CONTACT: Institute for Public Accuracy
Sam Husseini, (202) 347-0020;
or David Zupan, (541) 484-9167

 
Stock Market Drop
 

(WASHINGTON - February 28 --
DEAN BAKER
Co-director of the Center for Economic and Policy Research, Baker said today: "A lower stock market is good for a lot of people. If corn prices fell 30 percent, that would be bad for you if you're a corn farmer, but good for you if you weren't and ate a lot of corn. Stock ownership is highly concentrated; 75 percent of the population holds little or no stock (including retirement accounts), so if stocks go down and you don't own any, you're better off.

"When stocks plunge in value, it's similar to a situation where there are trillions of dollars in counterfeit currency, held by a small group of people, and the police seize and burn it. This is good news for the rest of us because the trillions of dollars of counterfeit money will not be bidding up the prices of things like houses and cars. Any honest economist would have to concede this point -- it's elementary economics, but many economists tend to cheer the stock market, in effect favoring the wealthy at everyone else's expense."

Baker's most recent book is "Conservative Nanny State: How the Wealthy Use the Government to Stay Rich and Get Richer."

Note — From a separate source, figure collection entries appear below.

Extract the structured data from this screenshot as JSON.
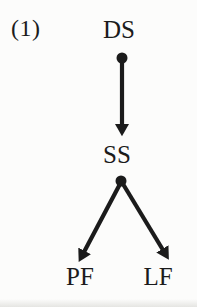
{
  "figure": {
    "label": "(1)",
    "ink_color": "#1b1b1b",
    "background_color": "#fcfcfb"
  },
  "diagram": {
    "type": "tree",
    "nodes": [
      {
        "id": "ds",
        "label": "DS"
      },
      {
        "id": "ss",
        "label": "SS"
      },
      {
        "id": "pf",
        "label": "PF"
      },
      {
        "id": "lf",
        "label": "LF"
      }
    ],
    "edges": [
      {
        "from": "DS",
        "to": "SS",
        "connector": "dot-origin-arrow"
      },
      {
        "from": "SS",
        "to": "PF",
        "connector": "dot-origin-arrow"
      },
      {
        "from": "SS",
        "to": "LF",
        "connector": "dot-origin-arrow"
      }
    ]
  }
}
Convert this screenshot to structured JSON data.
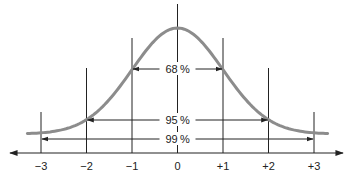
{
  "chart_data": {
    "type": "line",
    "title": "",
    "subtitle": "",
    "xlabel": "",
    "ylabel": "",
    "x_ticks": [
      "−3",
      "−2",
      "−1",
      "0",
      "+1",
      "+2",
      "+3"
    ],
    "x_values": [
      -3,
      -2,
      -1,
      0,
      1,
      2,
      3
    ],
    "xlim": [
      -3.8,
      3.8
    ],
    "grid": false,
    "legend": null,
    "series": [
      {
        "name": "normal density",
        "x": [
          -3.3,
          -3,
          -2.5,
          -2,
          -1.5,
          -1,
          -0.5,
          0,
          0.5,
          1,
          1.5,
          2,
          2.5,
          3,
          3.3
        ],
        "values": [
          0.0017,
          0.0044,
          0.0175,
          0.054,
          0.1295,
          0.242,
          0.352,
          0.399,
          0.352,
          0.242,
          0.1295,
          0.054,
          0.0175,
          0.0044,
          0.0017
        ]
      }
    ],
    "annotations": [
      {
        "label": "68 %",
        "range": [
          -1,
          1
        ],
        "percent": 68
      },
      {
        "label": "95 %",
        "range": [
          -2,
          2
        ],
        "percent": 95
      },
      {
        "label": "99 %",
        "range": [
          -3,
          3
        ],
        "percent": 99
      }
    ],
    "colors": {
      "curve": "#8c8c8c",
      "lines": "#222222",
      "text": "#222222"
    }
  }
}
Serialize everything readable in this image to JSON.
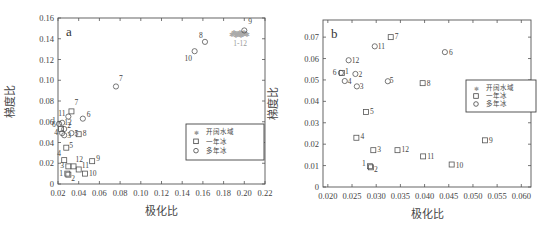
{
  "chart_data": [
    {
      "type": "scatter",
      "panel": "a",
      "xlabel": "极化比",
      "ylabel": "梯度比",
      "xlim": [
        0.02,
        0.22
      ],
      "ylim": [
        0,
        0.16
      ],
      "xticks": [
        "0.02",
        "0.04",
        "0.06",
        "0.08",
        "0.10",
        "0.12",
        "0.14",
        "0.16",
        "0.18",
        "0.20",
        "0.22"
      ],
      "yticks": [
        "0",
        "0.02",
        "0.04",
        "0.06",
        "0.08",
        "0.10",
        "0.12",
        "0.14",
        "0.16"
      ],
      "grid": false,
      "legend_position": "right-middle",
      "legend": [
        "开阔水域",
        "一年冰",
        "多年冰"
      ],
      "series": [
        {
          "name": "开阔水域",
          "marker": "star",
          "color": "#aaaaaa",
          "points": [
            {
              "x": 0.188,
              "y": 0.144
            },
            {
              "x": 0.19,
              "y": 0.146
            },
            {
              "x": 0.192,
              "y": 0.143
            },
            {
              "x": 0.193,
              "y": 0.145
            },
            {
              "x": 0.195,
              "y": 0.144
            },
            {
              "x": 0.196,
              "y": 0.146
            },
            {
              "x": 0.197,
              "y": 0.143
            },
            {
              "x": 0.198,
              "y": 0.145
            },
            {
              "x": 0.199,
              "y": 0.144
            },
            {
              "x": 0.2,
              "y": 0.146
            },
            {
              "x": 0.201,
              "y": 0.145
            },
            {
              "x": 0.203,
              "y": 0.144
            }
          ],
          "group_label": "1-12"
        },
        {
          "name": "一年冰",
          "marker": "square",
          "color": "#555555",
          "points": [
            {
              "label": "1",
              "x": 0.029,
              "y": 0.01
            },
            {
              "label": "2",
              "x": 0.03,
              "y": 0.009
            },
            {
              "label": "3",
              "x": 0.03,
              "y": 0.017
            },
            {
              "label": "4",
              "x": 0.026,
              "y": 0.023
            },
            {
              "label": "5",
              "x": 0.028,
              "y": 0.035
            },
            {
              "label": "6",
              "x": 0.023,
              "y": 0.053
            },
            {
              "label": "7",
              "x": 0.033,
              "y": 0.07
            },
            {
              "label": "8",
              "x": 0.04,
              "y": 0.048
            },
            {
              "label": "9",
              "x": 0.053,
              "y": 0.022
            },
            {
              "label": "10",
              "x": 0.046,
              "y": 0.01
            },
            {
              "label": "11",
              "x": 0.04,
              "y": 0.014
            },
            {
              "label": "12",
              "x": 0.035,
              "y": 0.017
            }
          ]
        },
        {
          "name": "多年冰",
          "marker": "circle",
          "color": "#555555",
          "points": [
            {
              "label": "1",
              "x": 0.021,
              "y": 0.058
            },
            {
              "label": "2",
              "x": 0.026,
              "y": 0.053
            },
            {
              "label": "3",
              "x": 0.026,
              "y": 0.047
            },
            {
              "label": "4",
              "x": 0.024,
              "y": 0.049
            },
            {
              "label": "5",
              "x": 0.033,
              "y": 0.049
            },
            {
              "label": "6",
              "x": 0.044,
              "y": 0.063
            },
            {
              "label": "7",
              "x": 0.076,
              "y": 0.094
            },
            {
              "label": "8",
              "x": 0.162,
              "y": 0.137
            },
            {
              "label": "9",
              "x": 0.2,
              "y": 0.148
            },
            {
              "label": "10",
              "x": 0.152,
              "y": 0.128
            },
            {
              "label": "11",
              "x": 0.03,
              "y": 0.065
            },
            {
              "label": "12",
              "x": 0.024,
              "y": 0.059
            }
          ]
        }
      ]
    },
    {
      "type": "scatter",
      "panel": "b",
      "xlabel": "极化比",
      "ylabel": "梯度比",
      "xlim": [
        0.019,
        0.062
      ],
      "ylim": [
        0,
        0.078
      ],
      "xticks": [
        "0.020",
        "0.025",
        "0.030",
        "0.035",
        "0.040",
        "0.045",
        "0.050",
        "0.055",
        "0.060"
      ],
      "yticks": [
        "0",
        "0.01",
        "0.02",
        "0.03",
        "0.04",
        "0.05",
        "0.06",
        "0.07"
      ],
      "grid": false,
      "legend_position": "right-upper",
      "legend": [
        "开阔水域",
        "一年冰",
        "多年冰"
      ],
      "series": [
        {
          "name": "一年冰",
          "marker": "square",
          "color": "#555555",
          "points": [
            {
              "label": "1",
              "x": 0.0287,
              "y": 0.0097
            },
            {
              "label": "2",
              "x": 0.0289,
              "y": 0.0092
            },
            {
              "label": "3",
              "x": 0.0294,
              "y": 0.0172
            },
            {
              "label": "4",
              "x": 0.0259,
              "y": 0.023
            },
            {
              "label": "5",
              "x": 0.0279,
              "y": 0.035
            },
            {
              "label": "6",
              "x": 0.0229,
              "y": 0.0533
            },
            {
              "label": "7",
              "x": 0.033,
              "y": 0.07
            },
            {
              "label": "8",
              "x": 0.0396,
              "y": 0.0485
            },
            {
              "label": "9",
              "x": 0.0525,
              "y": 0.0218
            },
            {
              "label": "10",
              "x": 0.0456,
              "y": 0.0105
            },
            {
              "label": "11",
              "x": 0.0397,
              "y": 0.0143
            },
            {
              "label": "12",
              "x": 0.0344,
              "y": 0.0172
            }
          ]
        },
        {
          "name": "多年冰",
          "marker": "circle",
          "color": "#555555",
          "points": [
            {
              "label": "1",
              "x": 0.0227,
              "y": 0.0533
            },
            {
              "label": "2",
              "x": 0.0257,
              "y": 0.0528
            },
            {
              "label": "3",
              "x": 0.026,
              "y": 0.047
            },
            {
              "label": "4",
              "x": 0.0235,
              "y": 0.0495
            },
            {
              "label": "5",
              "x": 0.0324,
              "y": 0.0494
            },
            {
              "label": "6",
              "x": 0.0442,
              "y": 0.063
            },
            {
              "label": "11",
              "x": 0.0297,
              "y": 0.0657
            },
            {
              "label": "12",
              "x": 0.0243,
              "y": 0.0592
            }
          ]
        }
      ]
    }
  ]
}
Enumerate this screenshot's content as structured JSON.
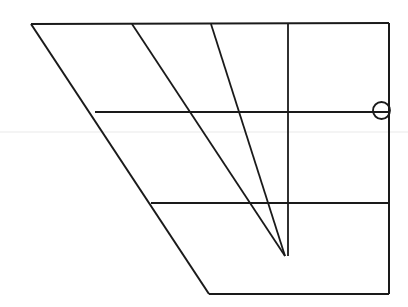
{
  "figure": {
    "canvas": {
      "width": 408,
      "height": 307,
      "background": "#ffffff"
    },
    "colors": {
      "stroke": "#1a1a1a",
      "faint_stroke": "#e9e9e9",
      "background": "#ffffff"
    },
    "stroke_widths": {
      "main": 2.0,
      "thin": 1.6,
      "faint": 1.0,
      "circle": 1.8
    }
  },
  "geometry": {
    "outline": {
      "name": "outer-quadrilateral",
      "points": "31,24 389,23 389,294 209,294",
      "closed": true
    },
    "lines": [
      {
        "name": "top-edge",
        "x1": 31,
        "y1": 24,
        "x2": 389,
        "y2": 23,
        "role": "outline-top",
        "width": 2.0
      },
      {
        "name": "right-edge",
        "x1": 389,
        "y1": 23,
        "x2": 389,
        "y2": 294,
        "role": "outline-right",
        "width": 2.0
      },
      {
        "name": "bottom-edge",
        "x1": 209,
        "y1": 294,
        "x2": 389,
        "y2": 294,
        "role": "outline-bottom",
        "width": 2.0
      },
      {
        "name": "left-slanted-edge",
        "x1": 31,
        "y1": 24,
        "x2": 209,
        "y2": 294,
        "role": "outline-left-diagonal",
        "width": 2.0
      },
      {
        "name": "diagonal-two",
        "x1": 132,
        "y1": 24,
        "x2": 285,
        "y2": 256,
        "role": "converging-diagonal",
        "width": 1.8
      },
      {
        "name": "diagonal-three",
        "x1": 211,
        "y1": 24,
        "x2": 285,
        "y2": 256,
        "role": "converging-diagonal",
        "width": 1.8
      },
      {
        "name": "vertical-rule",
        "x1": 288,
        "y1": 24,
        "x2": 288,
        "y2": 256,
        "role": "vertical-axis",
        "width": 1.8
      },
      {
        "name": "upper-horizontal-rule",
        "x1": 95,
        "y1": 112,
        "x2": 389,
        "y2": 112,
        "role": "horizontal-gridline",
        "width": 1.8
      },
      {
        "name": "lower-horizontal-rule",
        "x1": 151,
        "y1": 203,
        "x2": 389,
        "y2": 203,
        "role": "horizontal-gridline",
        "width": 1.8
      },
      {
        "name": "faint-horizon-line",
        "x1": 0,
        "y1": 132,
        "x2": 408,
        "y2": 132,
        "role": "faint-full-width-guide",
        "width": 1.0,
        "color": "#e9e9e9"
      }
    ],
    "nodes": [
      {
        "name": "right-edge-circle-node",
        "cx": 381.5,
        "cy": 110.5,
        "r": 8.5,
        "width": 1.8
      }
    ],
    "vertices": [
      {
        "name": "top-left-vertex",
        "x": 31,
        "y": 24
      },
      {
        "name": "top-right-vertex",
        "x": 389,
        "y": 23
      },
      {
        "name": "bottom-right-vertex",
        "x": 389,
        "y": 294
      },
      {
        "name": "bottom-left-vertex",
        "x": 209,
        "y": 294
      },
      {
        "name": "convergence-point",
        "x": 285,
        "y": 256
      }
    ]
  }
}
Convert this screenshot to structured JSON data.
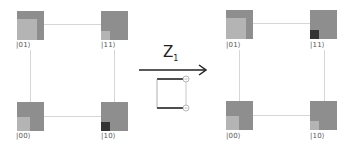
{
  "colors": {
    "node_base": "#8e8e8e",
    "light_fill": "#b4b4b4",
    "dark_fill": "#333333",
    "edge": "#d6d6d6",
    "arrow": "#222222"
  },
  "operation": {
    "label": "Z",
    "subscript": "1"
  },
  "before": {
    "nodes": [
      {
        "state": "|01⟩",
        "fill": "light",
        "fill_w": 20,
        "fill_h": 23
      },
      {
        "state": "|11⟩",
        "fill": "light",
        "fill_w": 9,
        "fill_h": 9
      },
      {
        "state": "|00⟩",
        "fill": "light",
        "fill_w": 13,
        "fill_h": 14
      },
      {
        "state": "|10⟩",
        "fill": "dark",
        "fill_w": 9,
        "fill_h": 9
      }
    ]
  },
  "after": {
    "nodes": [
      {
        "state": "|01⟩",
        "fill": "light",
        "fill_w": 20,
        "fill_h": 23
      },
      {
        "state": "|11⟩",
        "fill": "dark",
        "fill_w": 9,
        "fill_h": 9
      },
      {
        "state": "|00⟩",
        "fill": "light",
        "fill_w": 13,
        "fill_h": 14
      },
      {
        "state": "|10⟩",
        "fill": "light",
        "fill_w": 9,
        "fill_h": 9
      }
    ]
  }
}
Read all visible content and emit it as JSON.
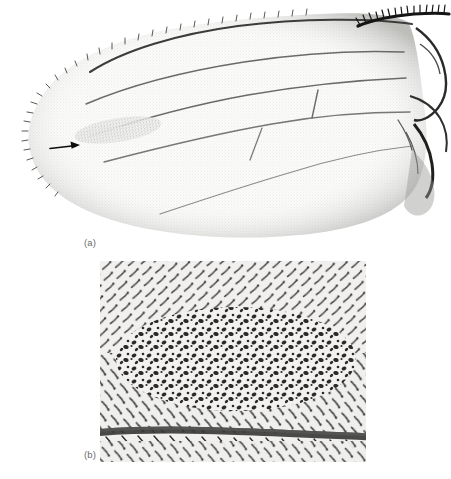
{
  "figure": {
    "background_color": "#ffffff",
    "ink_color": "#3a3a3a",
    "panels": [
      {
        "id": "a",
        "label": "(a)",
        "kind": "light-micrograph",
        "subject": "drosophila-wing-whole-mount",
        "annotation": "arrow",
        "annotation_meaning": "multiple-wing-hair-patch"
      },
      {
        "id": "b",
        "label": "(b)",
        "kind": "light-micrograph",
        "subject": "wing-trichome-field-high-magnification",
        "annotation": "none",
        "annotation_meaning": "cluster-of-multiple-hair-cells"
      }
    ]
  },
  "panel_a": {
    "label": "(a)",
    "background_color": "#ffffff",
    "membrane_color": "#f6f6f4",
    "vein_color": "#5a5a5a",
    "margin_color": "#2e2e2e",
    "arrow": {
      "color": "#111111",
      "x1": 50,
      "y1": 148,
      "x2": 80,
      "y2": 145
    },
    "hair_patch": {
      "note": "stippled darker trichome field distal to arrow"
    }
  },
  "panel_b": {
    "label": "(b)",
    "frame": {
      "left": 100,
      "top": 261,
      "width": 266,
      "height": 201
    },
    "background_color": "#f0efed",
    "hair_color": "#2b2b2b",
    "vein_color": "#4a4a4a",
    "cluster": {
      "note": "dense central field of dark multiple-hair cells"
    }
  },
  "bottom_bleed": {
    "text": ""
  }
}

He added: "Greenspan, as head of the Federal Reserve in 1987 intervened to bail out the stock market. The federal government takes as a goal higher stock prices -- they don't have higher wages as a policy. In retrospect, this intervention set the stage for the stock bubble of the 1990s. The U.S. government in effect subsidizes stock owners, who tend to be wealthier." More Information

DOUG HENWOOD
Henwood is editor of Left Business Observer and author of the book Wall Street. He said today: "We won't know for a few weeks whether yesterday's 416-point decline in the Dow Jones Industrial Average was just one of those seizures that financial markets experience now and then -- and so of concern to just a handful of speculators -- or something of broader economic significance.

"But the market did seem worried about some real things, a departure from about five years of profound complacency. There's the possibility of a meaningful slowdown in both the U.S. and Chinese economies, which have become so tied together that trouble in one means trouble in the other; the bursting of a speculative bubble in Chinese stocks; and the chance that troubles in the U.S. housing market, which Wall Street has declared to be largely over, are actually getting seriously worse."